Azazel cocked an eyebrow at the elderly Professor; their sharp eyes boring into each other as though a silent power play was taking place. After a long moment, Azazel blinked. Xavier nodded.

"You will have our full cooperation for as long as is needed to rid Kurt of Belasco," he proclaimed, the firmness of his tone taking the gathered X-Men somewhat aback. "These facilities are at your disposal. How can we assist you?"

The demon's thin lips crept into a superior smirk. "Mainly by keeping out of our way," he said with a pointed glare at Scott and Erik. "McCoy can stay, however. His knowledge is limited in this area, but his skills might prove useful nonetheless. As for you," he peered down at the Professor, "I'll need you and Miss Munroe to continue your work in Cerebro. Yes, I know all about it, Charles, don't look so shocked. In fact, I was counting on it."

"Then I was correct to attempt containment," Xavier said, forcing himself to speak civilly, even if it was through clenched teeth.

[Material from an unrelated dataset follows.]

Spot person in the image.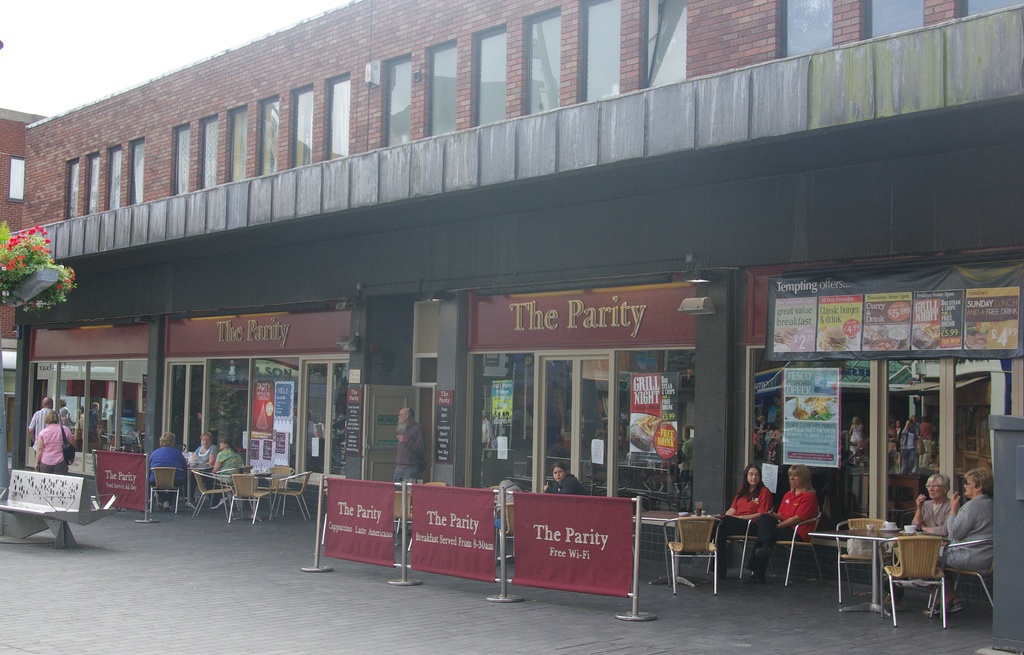
person found at box(941, 467, 998, 617).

The demon nodded.

"You will have to get Kurt to attack with everything he has," he said. "He must force Belasco to give ground if we're to stand a chance of extracting the implant without causing further damage to Kurt's mind." He held up a clawed finger to forestall Xavier's next question, looking him up and down as though sizing him up.

"As you can guess, the operation is extremely delicate. So delicate, I would only entrust it to the most powerful telepath who has ever lived."

Xavier could feel a flush rising on his face, but before he could respond Azazel continued, his deep voice laced with more than a little smugness. "I will summon her directly once everything is ready. You just concern yourself with making sure Kurt is strong enough to fight Belasco. You may go."

And with a dismissive flick of his spaded tail, Azazel strode back to Kurt's bedside, where Mephisto and Hank were too preoccupied with their scans to take much notice of Xavier's bristling ire.